Peer analytics Insurance Investment Consultants
 

PeerTrac: Investment Benchmarking

Performance benchmarking tailored to the unique needs of insurance companies incorporating proprietary peer company market value return universes.

Asset Allocation / Dynamic Financial Analysis

Comprehensive scenario modeling which integrates the effects of the business (premiums, claims, liquidity levels), actuarial payout projections, asset reserves and surplus with various potential asset mixes.

Creation / Revision of Investment Policy Statement

Policy document creation to define the overall direction, communication and compliance of investment strategy and its implementation.

Investment Manager Search & Review

Manager search, performance evaluation and salary negotiation..

 

Peer Analytics assists clients with performance and strategy evaluation, comprehensive peer company benchmarking, strategic asset allocation (DFA), drafting investment policy statements and investment manager search and review.

Peer Analytics is the only provider of true peer universe comparisons to the insurance industry. Our PeerTrac performance analysis is based on ten years of market value return and detailed portfolio structure data for each of the 1000 largest US insurance companies.

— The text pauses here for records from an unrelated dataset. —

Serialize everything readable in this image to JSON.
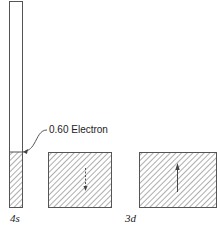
{
  "diagram": {
    "annotation": "0.60 Electron",
    "orbital_labels": {
      "s": "4s",
      "d": "3d"
    },
    "orbitals": [
      {
        "name": "4s",
        "fill_fraction": 0.27,
        "spin_arrow": "none"
      },
      {
        "name": "3d-a",
        "filled": true,
        "spin_arrow": "down"
      },
      {
        "name": "3d-b",
        "filled": true,
        "spin_arrow": "up"
      }
    ],
    "colors": {
      "line": "#555555",
      "hatch": "#777777",
      "background": "#ffffff"
    }
  }
}
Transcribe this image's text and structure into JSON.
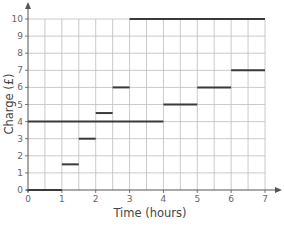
{
  "chart_data": {
    "type": "line",
    "subtype": "step",
    "title": "",
    "xlabel": "Time (hours)",
    "ylabel": "Charge (£)",
    "xlim": [
      0,
      7
    ],
    "ylim": [
      0,
      10
    ],
    "x_ticks": [
      "0",
      "1",
      "2",
      "3",
      "4",
      "5",
      "6",
      "7"
    ],
    "y_ticks": [
      "0",
      "1",
      "2",
      "3",
      "4",
      "5",
      "6",
      "7",
      "8",
      "9",
      "10"
    ],
    "grid": {
      "on": true,
      "x_step": 0.5,
      "y_step": 1
    },
    "legend": null,
    "series": [
      {
        "name": "Car park A",
        "segments": [
          {
            "x0": 0,
            "x1": 1,
            "y": 0
          },
          {
            "x0": 1,
            "x1": 1.5,
            "y": 1.5
          },
          {
            "x0": 1.5,
            "x1": 2,
            "y": 3
          },
          {
            "x0": 2,
            "x1": 2.5,
            "y": 4.5
          },
          {
            "x0": 2.5,
            "x1": 3,
            "y": 6
          },
          {
            "x0": 3,
            "x1": 7,
            "y": 10
          }
        ]
      },
      {
        "name": "Car park B",
        "segments": [
          {
            "x0": 0,
            "x1": 4,
            "y": 4
          },
          {
            "x0": 4,
            "x1": 5,
            "y": 5
          },
          {
            "x0": 5,
            "x1": 6,
            "y": 6
          },
          {
            "x0": 6,
            "x1": 7,
            "y": 7
          }
        ]
      }
    ]
  },
  "colors": {
    "grid": "#bdbdbd",
    "axis": "#555555",
    "segment": "#3a3a3a"
  }
}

We provide a level of insight into performance second to none.

The principals of Peer Analytics developed the approach to asset allocation known as Dynamic Asset Allocation in the late 1980s. Our experience providing a wide variety of asset/liability studies (we have conducted over a hundred client studies over the years) provides an insight that translates into innovative solutions tailored to client needs rather than off-the-shelf answers.

Further our proprietary PeerTrac peer company comparative data afford us a unique insight into an additional dimension of risk – risk relative to competitors.

 


Effective benchmarking provides sufficient information to determine when corrective action is necessary.

Indexes are valuable components of the benchmarking process, but by themselves are not sufficient. Simple index comparisons lack the context required to draw meaningful conclusions.

Because indexes provide only a single comparative data point for each time period, it takes decades* to determine with any statistical meaning whether or not an investment manager has positive or negative skill. So by the time you have enough data to reach a conclusion, it's far too late.